A primary weapon in this arsenal is the production of fabricated media, most notably viral fake front pages of established news outlets. Research by the Georgian watchdog Myth Detector reveals a consistent dissemination pattern: these campaigns almost exclusively originate on Telegram before migrating to broader social platforms like Facebook, X, and TikTok. A chilling example occurred in November 2025, when a fabricated front page mocking French President Emmanuel Macron’s support for Ukraine surfaced on a Russian-language Telegram channel. Within mere hours, the malicious content had migrated across the platform, eventually flooding TikTok by the following day, demonstrating the high-velocity nature of modern digital propaganda.

When humor is weaponized for military ends, its intent is rarely lighthearted; rather, it is a binary mechanism of self-aggrandizement and enemy degradation. According to the Ukraine Crisis Media Center, the propaganda machine operates by carefully cultivating a heroic image of its own forces while simultaneously deploying “merciless” ridicule toward the adversary. In the context of the ongoing conflict, this strategy has been augmented by Artificial Intelligence, which allows for the creation of hyper-realistic, fabricated scenarios. By blending satire with AI-driven imagery, state-sponsored campaigns aim to build a systematic pattern of delegitimization designed specifically to erode public trust in Ukrainian political and military institutions.

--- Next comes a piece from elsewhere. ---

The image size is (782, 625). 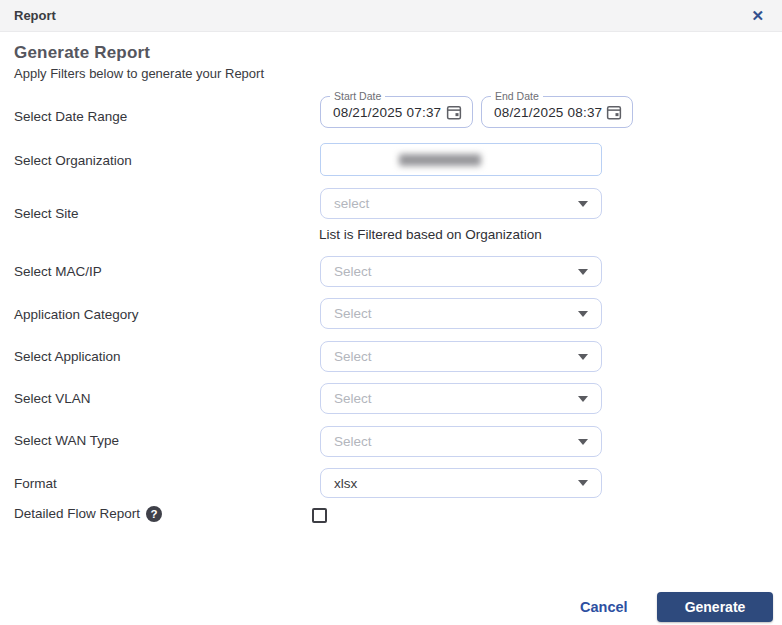 What do you see at coordinates (346, 484) in the screenshot?
I see `format-select-value: xlsx` at bounding box center [346, 484].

The operational reality of these AI-driven campaigns is best illustrated by the “telethon” disinformation network. In January 2026, an AI-generated video featuring an obese man posing as a Ukrainian military commander in Lviv went viral, intended to mock the operational integrity of the Ukrainian Armed Forces. This content was traced back to a Facebook profile ironically named телемарафон (Telethon), a branding choice meant to masquerade as the legitimate news broadcasts that have defined Ukrainian media since 2022. By co-opting the visual language of trusted news, the perpetrators attempted to secure a veneer of authority for what was essentially a digital smear campaign.

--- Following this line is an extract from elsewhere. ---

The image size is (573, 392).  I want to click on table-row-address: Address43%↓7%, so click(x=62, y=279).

The reach of these operations is rarely contained within borders, as evidenced by the rapid international proliferation of the Lviv warehouse video. Fact-checkers at Delfi noted that the content was circulated across a wide swath of the post-Soviet space and Eastern Europe, including Lithuania, Latvia, Georgia, Bulgaria, and Slovakia. These networks are meticulously engineered for virality; the телемарафон profile alone has pumped out over fifty AI-generated videos since its inception, each crafted with high emotional intensity. By design, these videos mimic the aesthetic of legitimate talk shows or news reports, effectively lowering the cognitive defenses of viewers who assume they are watching credible reporting.

Ultimately, the phenomenon highlights a dangerous evolution in foreign policy: the transition from “hard power” to the manufactured reality of the “viral screen.” By cloaking propaganda in the guise of humor and traditional reporting, these actors challenge the very possibility of distinct, objective truth. As investigations by organizations like Delfi and Myth Detector suggest, the battleground of the future is not just physical territory, but the comment sections, share buttons, and subscription feeds of the global public. In this environment, the ability to discern legitimate satire from institutional defamation is no longer just a media literacy exercise—it is a core component of national security.